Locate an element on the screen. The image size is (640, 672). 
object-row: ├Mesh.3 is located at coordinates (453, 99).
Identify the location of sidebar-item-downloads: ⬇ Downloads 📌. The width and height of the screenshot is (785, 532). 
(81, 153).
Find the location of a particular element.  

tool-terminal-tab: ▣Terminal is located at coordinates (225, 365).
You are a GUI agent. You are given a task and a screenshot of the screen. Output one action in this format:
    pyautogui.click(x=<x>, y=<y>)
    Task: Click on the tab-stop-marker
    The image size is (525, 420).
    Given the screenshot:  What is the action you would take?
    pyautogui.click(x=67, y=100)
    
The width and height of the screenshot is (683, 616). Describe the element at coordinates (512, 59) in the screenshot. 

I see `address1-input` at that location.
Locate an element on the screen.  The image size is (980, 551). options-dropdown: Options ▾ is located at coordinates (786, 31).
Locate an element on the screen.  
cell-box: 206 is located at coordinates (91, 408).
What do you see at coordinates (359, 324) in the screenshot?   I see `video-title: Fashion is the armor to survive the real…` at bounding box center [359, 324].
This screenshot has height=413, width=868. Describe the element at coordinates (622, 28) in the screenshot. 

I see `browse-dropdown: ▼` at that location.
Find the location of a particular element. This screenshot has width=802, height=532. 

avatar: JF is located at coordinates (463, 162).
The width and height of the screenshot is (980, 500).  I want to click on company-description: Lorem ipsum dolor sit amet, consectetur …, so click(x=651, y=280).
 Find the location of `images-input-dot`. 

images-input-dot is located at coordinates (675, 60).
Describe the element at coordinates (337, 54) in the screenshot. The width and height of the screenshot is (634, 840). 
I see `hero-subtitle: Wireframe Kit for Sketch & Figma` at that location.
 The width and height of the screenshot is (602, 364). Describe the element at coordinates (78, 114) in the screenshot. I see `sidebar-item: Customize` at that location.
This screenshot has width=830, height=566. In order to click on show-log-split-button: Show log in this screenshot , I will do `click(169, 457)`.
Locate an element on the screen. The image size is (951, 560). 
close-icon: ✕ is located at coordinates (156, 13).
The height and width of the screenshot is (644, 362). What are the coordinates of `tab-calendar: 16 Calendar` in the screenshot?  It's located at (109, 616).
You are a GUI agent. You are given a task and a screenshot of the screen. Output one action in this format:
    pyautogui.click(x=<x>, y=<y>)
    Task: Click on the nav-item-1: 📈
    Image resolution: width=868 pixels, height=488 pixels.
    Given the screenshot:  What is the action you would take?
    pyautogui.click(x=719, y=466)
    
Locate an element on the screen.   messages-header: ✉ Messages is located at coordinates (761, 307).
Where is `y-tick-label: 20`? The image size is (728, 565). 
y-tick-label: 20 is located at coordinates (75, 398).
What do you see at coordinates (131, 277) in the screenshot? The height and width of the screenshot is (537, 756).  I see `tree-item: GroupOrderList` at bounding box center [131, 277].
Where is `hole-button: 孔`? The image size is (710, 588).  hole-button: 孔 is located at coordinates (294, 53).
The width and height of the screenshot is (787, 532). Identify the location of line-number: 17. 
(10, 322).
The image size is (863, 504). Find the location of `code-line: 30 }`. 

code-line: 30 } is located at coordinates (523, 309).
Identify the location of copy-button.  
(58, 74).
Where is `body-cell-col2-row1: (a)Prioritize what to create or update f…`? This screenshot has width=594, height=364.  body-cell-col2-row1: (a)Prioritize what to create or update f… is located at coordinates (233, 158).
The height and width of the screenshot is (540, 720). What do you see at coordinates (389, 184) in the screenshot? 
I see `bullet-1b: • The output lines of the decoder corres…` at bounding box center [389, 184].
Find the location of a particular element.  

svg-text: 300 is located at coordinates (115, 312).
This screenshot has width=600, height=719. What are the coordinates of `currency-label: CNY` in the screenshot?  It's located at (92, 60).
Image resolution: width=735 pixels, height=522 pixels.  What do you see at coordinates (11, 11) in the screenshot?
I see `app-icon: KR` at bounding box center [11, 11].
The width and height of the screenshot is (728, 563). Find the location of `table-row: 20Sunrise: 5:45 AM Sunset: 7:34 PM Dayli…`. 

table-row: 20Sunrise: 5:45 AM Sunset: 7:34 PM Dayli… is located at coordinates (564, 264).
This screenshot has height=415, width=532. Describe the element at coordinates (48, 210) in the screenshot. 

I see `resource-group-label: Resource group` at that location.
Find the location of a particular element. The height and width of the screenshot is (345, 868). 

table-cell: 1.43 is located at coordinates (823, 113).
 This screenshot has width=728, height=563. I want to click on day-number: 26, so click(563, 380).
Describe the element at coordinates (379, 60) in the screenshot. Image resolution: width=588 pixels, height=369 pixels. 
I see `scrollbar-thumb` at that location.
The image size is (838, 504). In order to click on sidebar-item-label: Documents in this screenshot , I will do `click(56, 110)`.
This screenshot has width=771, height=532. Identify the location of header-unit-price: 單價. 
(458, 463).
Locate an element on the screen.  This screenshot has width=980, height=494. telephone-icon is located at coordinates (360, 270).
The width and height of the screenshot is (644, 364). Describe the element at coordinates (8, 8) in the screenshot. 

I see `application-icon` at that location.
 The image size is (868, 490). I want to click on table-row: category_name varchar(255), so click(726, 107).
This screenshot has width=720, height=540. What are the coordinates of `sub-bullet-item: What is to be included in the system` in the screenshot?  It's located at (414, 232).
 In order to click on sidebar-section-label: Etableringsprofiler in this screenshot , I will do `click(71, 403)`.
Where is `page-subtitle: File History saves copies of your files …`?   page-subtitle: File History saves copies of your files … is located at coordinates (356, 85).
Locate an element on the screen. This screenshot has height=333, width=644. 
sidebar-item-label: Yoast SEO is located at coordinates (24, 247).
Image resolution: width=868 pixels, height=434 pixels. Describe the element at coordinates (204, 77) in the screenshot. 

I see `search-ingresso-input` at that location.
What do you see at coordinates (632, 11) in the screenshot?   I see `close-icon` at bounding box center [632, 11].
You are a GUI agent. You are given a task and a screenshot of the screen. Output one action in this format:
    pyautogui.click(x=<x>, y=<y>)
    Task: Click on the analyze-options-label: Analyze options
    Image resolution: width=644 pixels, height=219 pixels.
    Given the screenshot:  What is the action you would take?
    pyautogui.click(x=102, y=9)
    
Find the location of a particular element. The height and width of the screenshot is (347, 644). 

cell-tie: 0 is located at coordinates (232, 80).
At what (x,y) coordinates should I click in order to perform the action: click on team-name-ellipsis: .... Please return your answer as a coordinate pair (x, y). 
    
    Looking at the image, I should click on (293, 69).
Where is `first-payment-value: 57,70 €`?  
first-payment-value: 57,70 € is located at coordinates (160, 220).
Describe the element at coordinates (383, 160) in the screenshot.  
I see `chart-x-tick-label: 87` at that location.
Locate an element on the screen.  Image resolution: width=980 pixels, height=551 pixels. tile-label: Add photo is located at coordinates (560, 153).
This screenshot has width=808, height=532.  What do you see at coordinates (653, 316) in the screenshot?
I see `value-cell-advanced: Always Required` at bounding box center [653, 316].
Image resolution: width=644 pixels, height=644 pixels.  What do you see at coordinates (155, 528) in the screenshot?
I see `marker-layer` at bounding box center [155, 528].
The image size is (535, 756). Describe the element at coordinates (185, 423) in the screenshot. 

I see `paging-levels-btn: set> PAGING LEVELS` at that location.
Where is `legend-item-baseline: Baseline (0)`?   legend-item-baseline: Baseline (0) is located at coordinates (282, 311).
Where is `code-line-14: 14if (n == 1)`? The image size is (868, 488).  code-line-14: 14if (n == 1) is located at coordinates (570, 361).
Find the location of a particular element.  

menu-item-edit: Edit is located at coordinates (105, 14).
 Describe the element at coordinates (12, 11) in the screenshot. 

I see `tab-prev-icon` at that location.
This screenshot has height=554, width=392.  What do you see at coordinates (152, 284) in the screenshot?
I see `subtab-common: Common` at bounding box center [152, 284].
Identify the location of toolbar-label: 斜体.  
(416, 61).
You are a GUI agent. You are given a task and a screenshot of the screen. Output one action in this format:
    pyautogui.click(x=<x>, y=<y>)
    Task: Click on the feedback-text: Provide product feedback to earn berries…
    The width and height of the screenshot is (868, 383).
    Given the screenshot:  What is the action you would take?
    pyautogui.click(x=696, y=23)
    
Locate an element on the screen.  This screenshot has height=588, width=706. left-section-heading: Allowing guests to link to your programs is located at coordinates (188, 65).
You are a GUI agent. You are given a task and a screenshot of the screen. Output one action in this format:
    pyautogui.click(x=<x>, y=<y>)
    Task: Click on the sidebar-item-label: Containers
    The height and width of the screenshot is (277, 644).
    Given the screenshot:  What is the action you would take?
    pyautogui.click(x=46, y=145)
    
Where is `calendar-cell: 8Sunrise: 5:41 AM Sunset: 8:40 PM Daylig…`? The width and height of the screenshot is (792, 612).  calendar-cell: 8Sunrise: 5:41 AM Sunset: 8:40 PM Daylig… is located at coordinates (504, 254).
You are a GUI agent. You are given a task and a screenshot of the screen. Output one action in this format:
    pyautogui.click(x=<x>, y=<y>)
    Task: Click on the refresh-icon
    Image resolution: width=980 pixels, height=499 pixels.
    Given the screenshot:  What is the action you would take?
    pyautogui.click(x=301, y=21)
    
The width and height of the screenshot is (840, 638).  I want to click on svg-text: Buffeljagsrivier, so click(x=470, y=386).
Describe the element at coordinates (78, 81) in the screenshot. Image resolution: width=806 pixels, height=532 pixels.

++++

In the listing above, find the line holding "is (345, 868)." and the line holding "Image resolution: width=644 pixels, height=219", then output those two lines and every line between them exactly.

Find the location of a particular element. The height and width of the screenshot is (345, 868). 

table-cell: 1.43 is located at coordinates (823, 113).
 This screenshot has width=728, height=563. I want to click on day-number: 26, so click(563, 380).
Describe the element at coordinates (379, 60) in the screenshot. Image resolution: width=588 pixels, height=369 pixels. 
I see `scrollbar-thumb` at that location.
The image size is (838, 504). In order to click on sidebar-item-label: Documents in this screenshot , I will do `click(56, 110)`.
This screenshot has width=771, height=532. Identify the location of header-unit-price: 單價. 
(458, 463).
Locate an element on the screen.  This screenshot has width=980, height=494. telephone-icon is located at coordinates (360, 270).
The width and height of the screenshot is (644, 364). Describe the element at coordinates (8, 8) in the screenshot. 

I see `application-icon` at that location.
 The image size is (868, 490). I want to click on table-row: category_name varchar(255), so click(726, 107).
This screenshot has width=720, height=540. What are the coordinates of `sub-bullet-item: What is to be included in the system` in the screenshot?  It's located at (414, 232).
 In order to click on sidebar-section-label: Etableringsprofiler in this screenshot , I will do `click(71, 403)`.
Where is `page-subtitle: File History saves copies of your files …`?   page-subtitle: File History saves copies of your files … is located at coordinates (356, 85).
Locate an element on the screen. This screenshot has height=333, width=644. 
sidebar-item-label: Yoast SEO is located at coordinates (24, 247).
Image resolution: width=868 pixels, height=434 pixels. Describe the element at coordinates (204, 77) in the screenshot. 

I see `search-ingresso-input` at that location.
What do you see at coordinates (632, 11) in the screenshot?   I see `close-icon` at bounding box center [632, 11].
You are a GUI agent. You are given a task and a screenshot of the screen. Output one action in this format:
    pyautogui.click(x=<x>, y=<y>)
    Task: Click on the analyze-options-label: Analyze options
    Image resolution: width=644 pixels, height=219 pixels.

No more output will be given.